Where sustainable foods, women-artists' work and the new design assignment cross paths!

Saturday, November 13, 2010

Harvest dessert choices, just in time for Thanksgiving!

Remember to use organic ingredients and to substitute unhealthy choices with more nutritionally balanced ones, for the sake of ease of digestion and whole nutrition benefit for the body! Enjoy with a full & glad heart!!

Beware! These are holiday recipes (though not a few are made any time of the year), so think organic nutrition as you prepare the ingredients list for your favorite choice(s) here! And have a Happy Thanksgiving, one and all!

And an early snow forecast for this time of year!! The links for the rest of this traditional little video follow! Watch'em with the kids of all ages!

Tuesday, November 9, 2010

Tester-Hagens Amendment to S.510



This call for action concerning state-controlled food safety regulations, is written by our own Rebecca Landis.

I have copy and pasted it here to help spread the word in order to drum up all the support we can muster to call our senators to take favorable action on this bill, and then some!

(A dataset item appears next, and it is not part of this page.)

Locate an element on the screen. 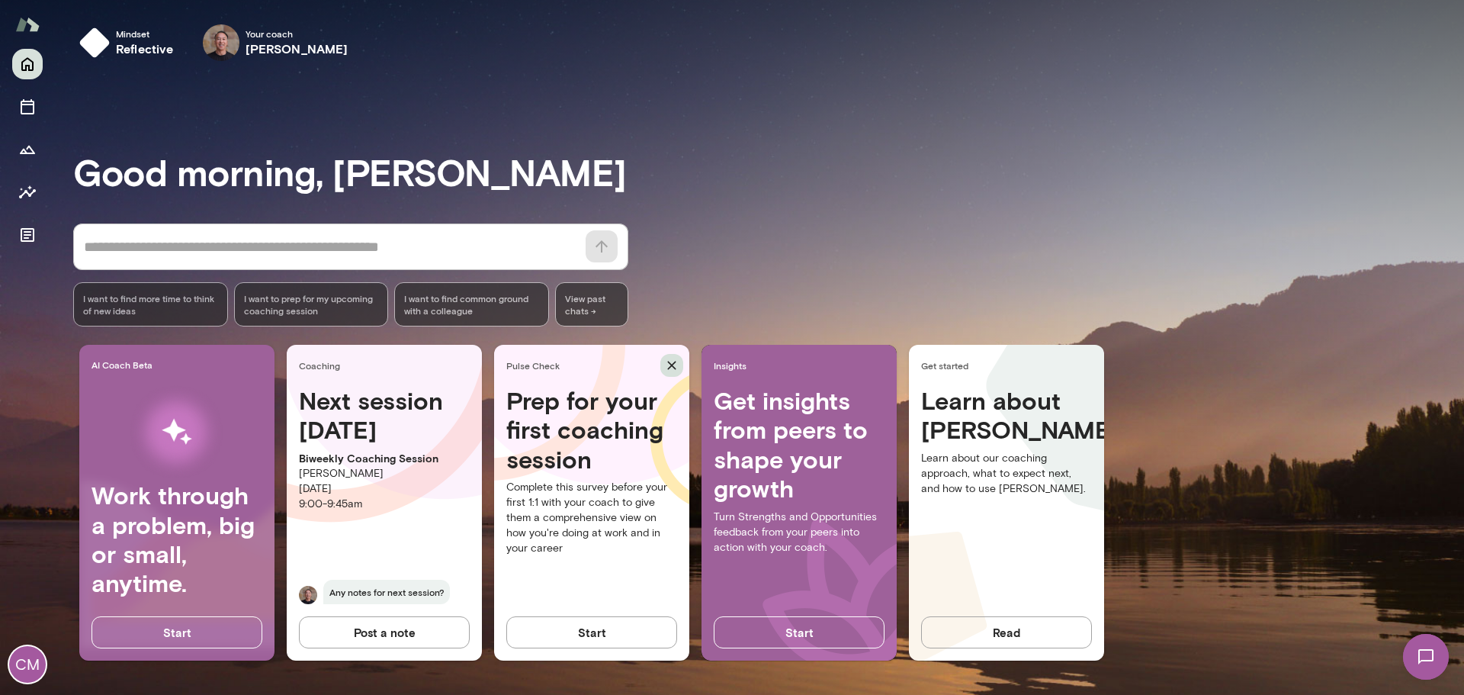 This screenshot has height=695, width=1464. button: Documents is located at coordinates (27, 235).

In the first person, these are Rebecca's own words: "I participated in a conference call yesterday with the organizations working to modify the federal food safety bill so that it is not such a burden on small farms and food processors. Sharon Thornberry, my co-chair on Issues and Advocacy, asked that I post a summary to this list so you’ll be ready to call your U.S. Senators next week. I’ll try to remind you on Sunday.

I know this is all both confusing and tedious, but it’s really important. Even people in Congress who say they support small farms and local agriculture are likely to vote the wrong way on this issue if they don’t get the message loud and clear that the Tester-Hagen amendments really matter to us.

Some in Congress think they have “fixed” the smaller folks’ problems with some nice words about making the FDA consider how to make things easier for small farms and processors. I don’t think the FDA would have the foggiest idea how to do that. Most small farms and processors now are regulated only by the state and not the FDA. Those that have found themselves under FDA jurisdiction have been treated poorly.

So the election is over, and the “lame duck” Congress is back in Washington DC is starting Monday Nov. 15. The best guess is that there will be what is called a cloture vote on Nov. 17 or 18. One Oklahoma senator, unless he has changed his mind recently, would block the bill from hitting the floor by the “unanimous consent” pathway. The cloture vote usually takes 60 get it moving. Whichever way it gets there, we want the Tester-Hagen amendment to be voted into the bill – and not messed with thereafter.

Tester-Hagen has opposition from United Fresh and from something called AMI that sounds like big ag and livestock. But most of our concern is focused on the Make Our Food Safe Coalition, which came out with lengthy and bad arguments against our amendments. The National Sustainable Agriculture Coalition has rebutted these arguments in detail. I'm worried this group’s efforts will give our two senators an excuse to either not vote for our amendment or to go along with watering it down.

MOFS is looking for a senator to sponsor a secondary amendment, if we do get Tester-Hagen in, they will probably try to have it say that in case of an outbreak FDA could wipe out any exemptions that jeopardize the health of vulnerable populations. It's a victim-focused approach – each life matters so everyone must be made subject to the FDA. We can’t say lives don’t matter, but we can counter by saying: 1) we are not eliminating existing state and local regulation; 2) it's not likely that the FDA’s regulation will be the best mechanism to prevent outbreaks on small farms.

This MOFS coalition feels everything should be solely about whether the foods are high or low risk and not at all about how or by whom they are grown – even though small farms are not causing all the recalls and food scandals. An example would be spinach picked by hand on small farms by humans who can see if it has animal feces on it vs. 1,000+ acres of spinach picked by combine-like machines and going into huge processing plants commingled with many farms' spinach such that it take weeks or months to trace anything. So under this MOFS approach, once spinach is implicated, even if it's at a huge spinach operation, suddenly small farms are thrown in with larger farms under whatever approach FDA decides to take.

Our Sen. Jeff Merkley is a particular target, and I think Sen. Ron Wyden will be leaned on also. We need to have our voices heard too.

*****So on Nov. 15 or 16 (Monday or Tuesday), you should call both Oregon senators and those in any other state where you might have some sway.*****

PLEASE tell them you want Tester-Hagen amendment, and you do NOT want them modified by the Make Our Food Safe coalition’s proposals. Point out that Tester-Hagen does not exempt anyone from state and local regulation, and that adding another layer of government (the FDA) won’t improve the safety of small farms and processors, who are already doing a much better job than the larger food system."